(Dataset excerpts)
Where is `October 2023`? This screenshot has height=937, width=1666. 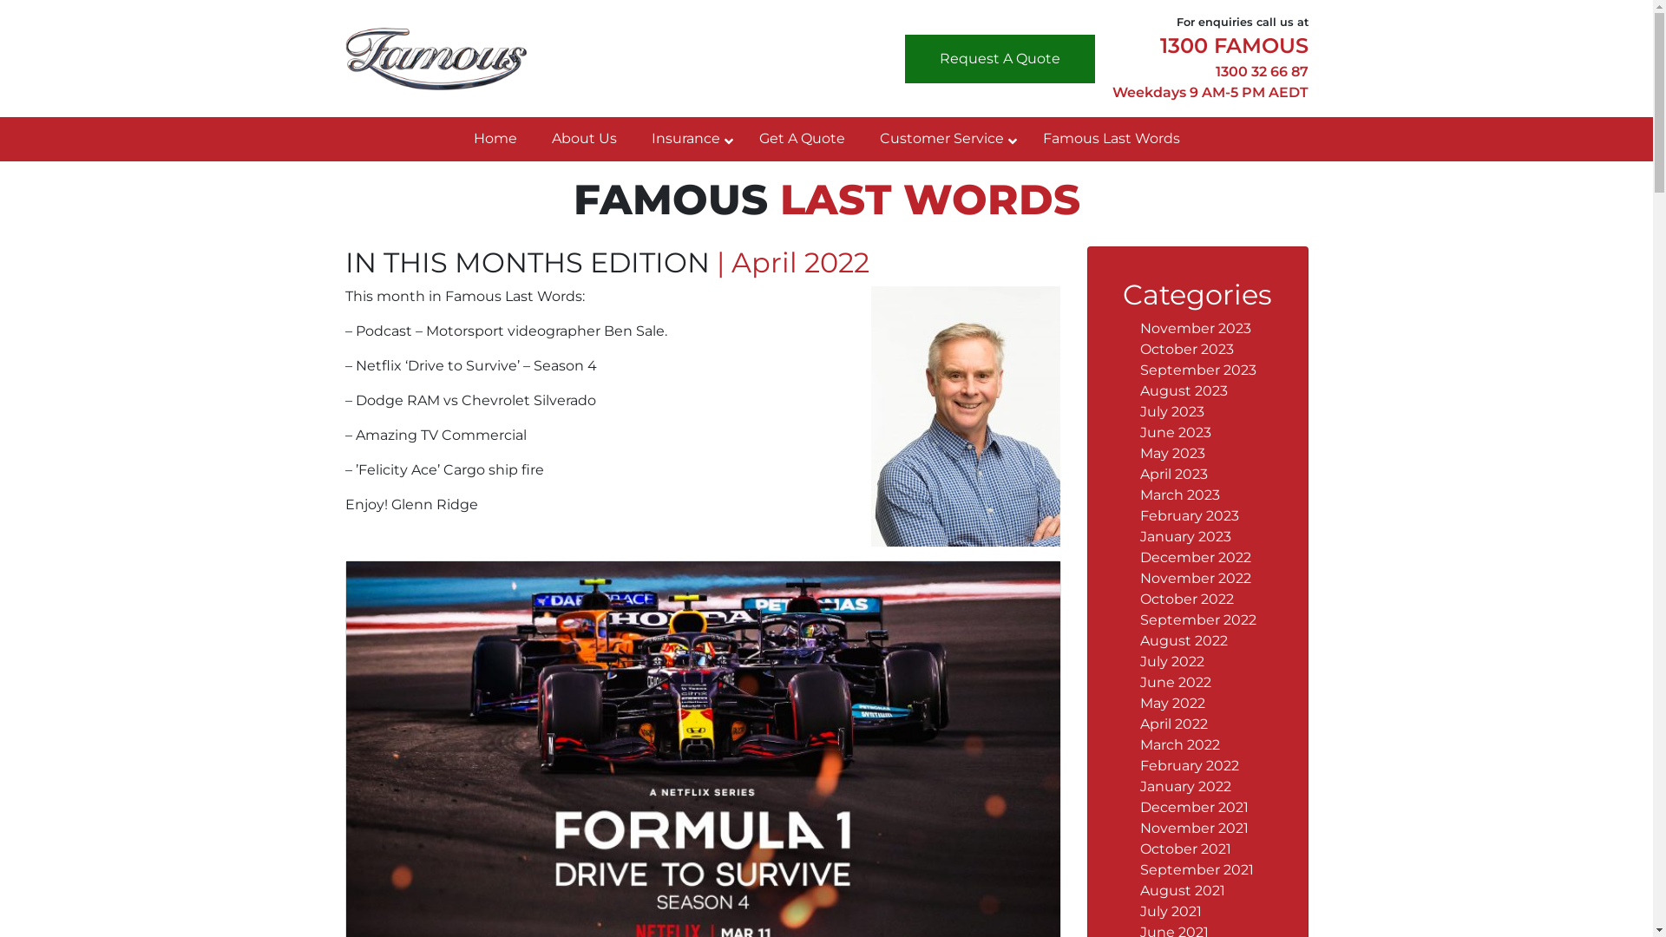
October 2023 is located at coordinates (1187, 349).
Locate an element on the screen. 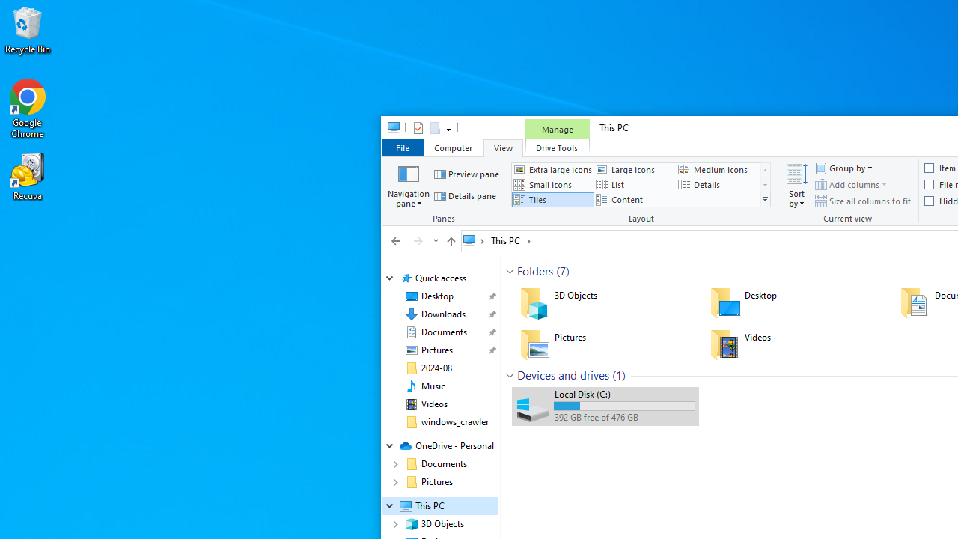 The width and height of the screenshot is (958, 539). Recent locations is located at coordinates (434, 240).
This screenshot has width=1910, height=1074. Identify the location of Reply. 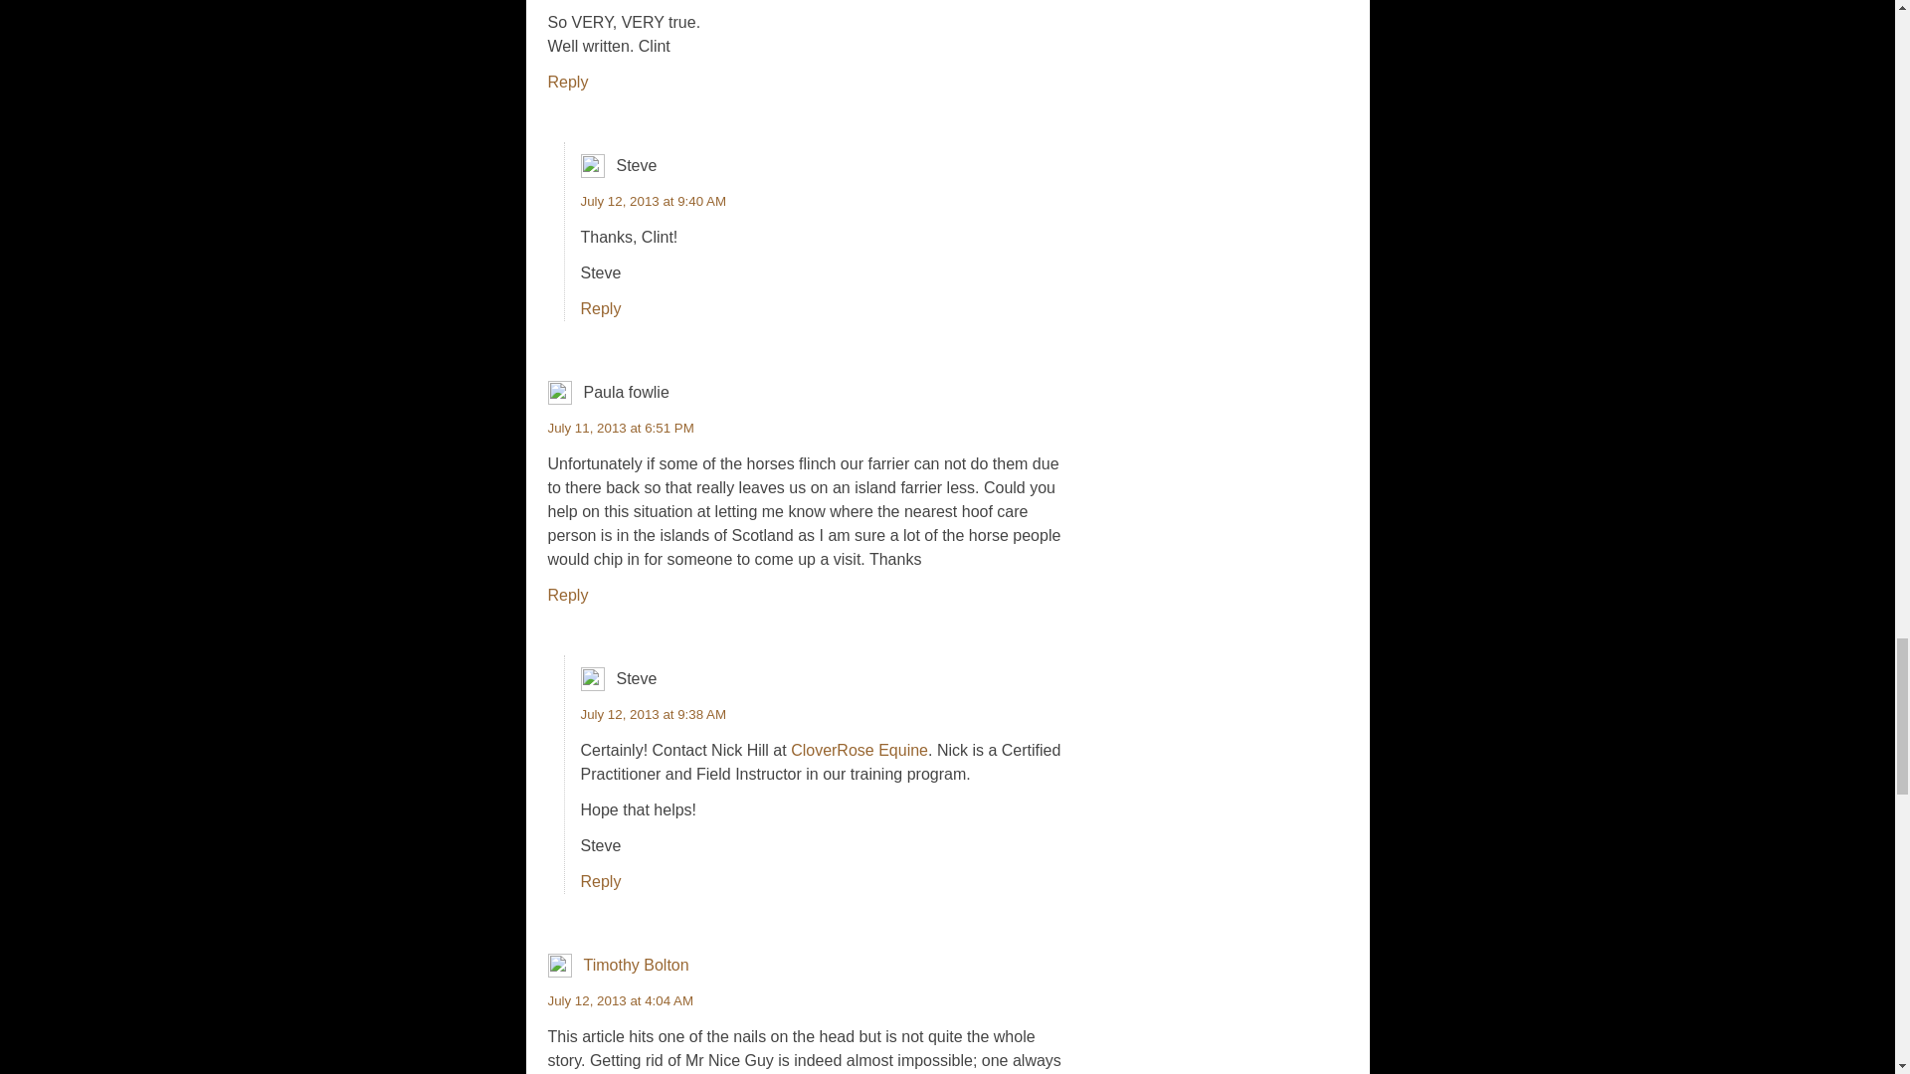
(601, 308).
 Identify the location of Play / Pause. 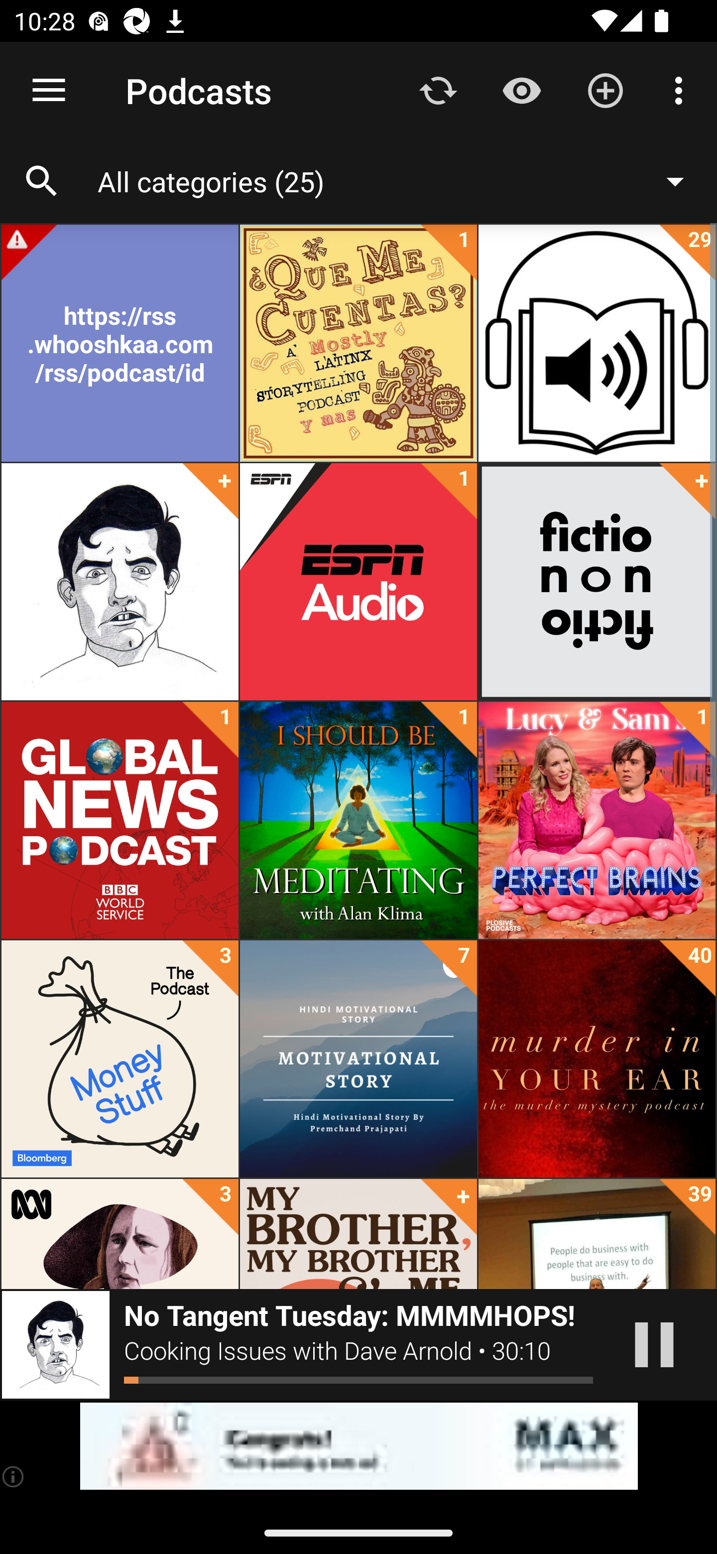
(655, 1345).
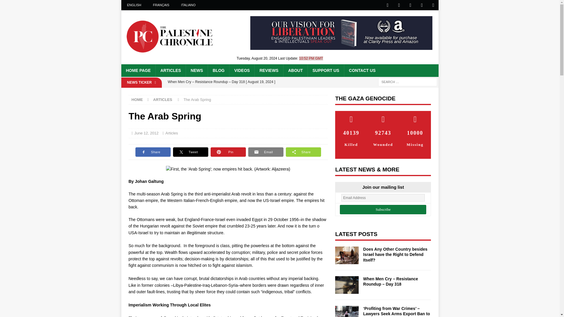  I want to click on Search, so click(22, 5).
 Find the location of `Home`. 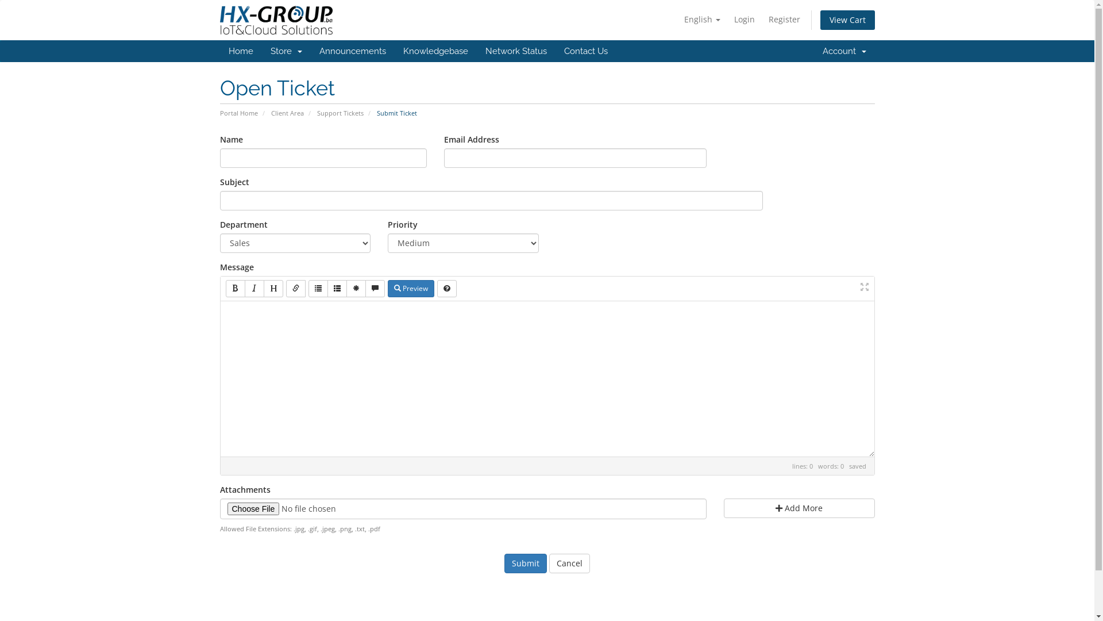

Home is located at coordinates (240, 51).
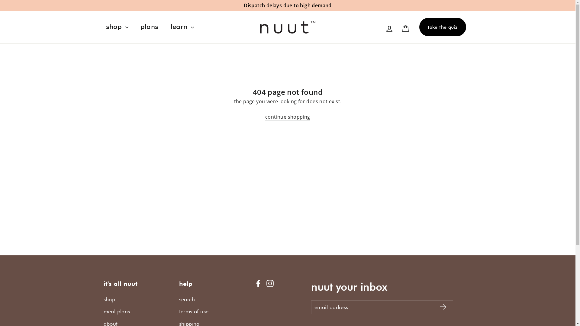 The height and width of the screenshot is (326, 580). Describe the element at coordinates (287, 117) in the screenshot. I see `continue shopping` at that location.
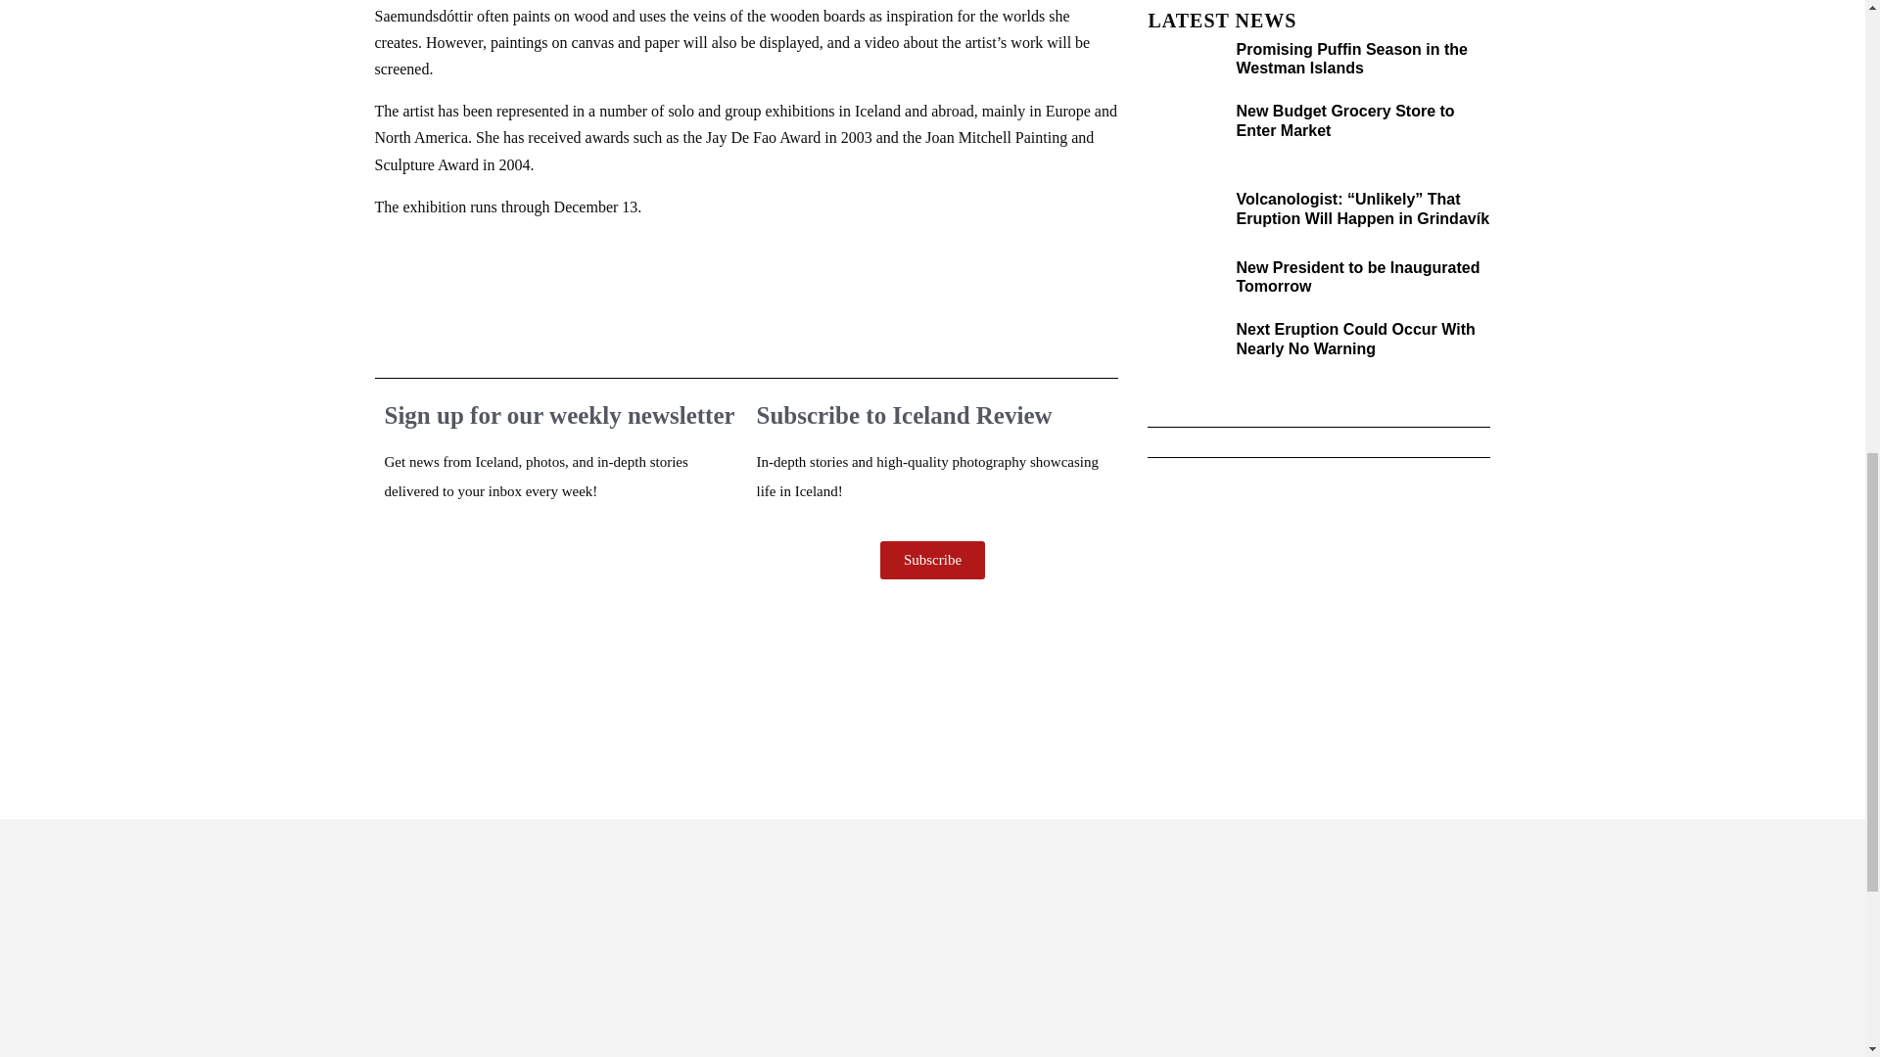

**WHAT IS BEING ASKED:** Return only the lines from the one containing "This screenshot has width=1910, height=1074." through the last line of the entries above, exactly as written and without pictures.

**RESULT OF THE EXERCISE:**
This screenshot has width=1910, height=1074. Identify the location of Reply. 
(601, 308).
 Identify the location of Play / Pause. 
(655, 1345).
  I want to click on Search, so click(22, 5).
 Find the location of `Home`. 

Home is located at coordinates (240, 51).
 The height and width of the screenshot is (326, 580). Describe the element at coordinates (287, 117) in the screenshot. I see `continue shopping` at that location.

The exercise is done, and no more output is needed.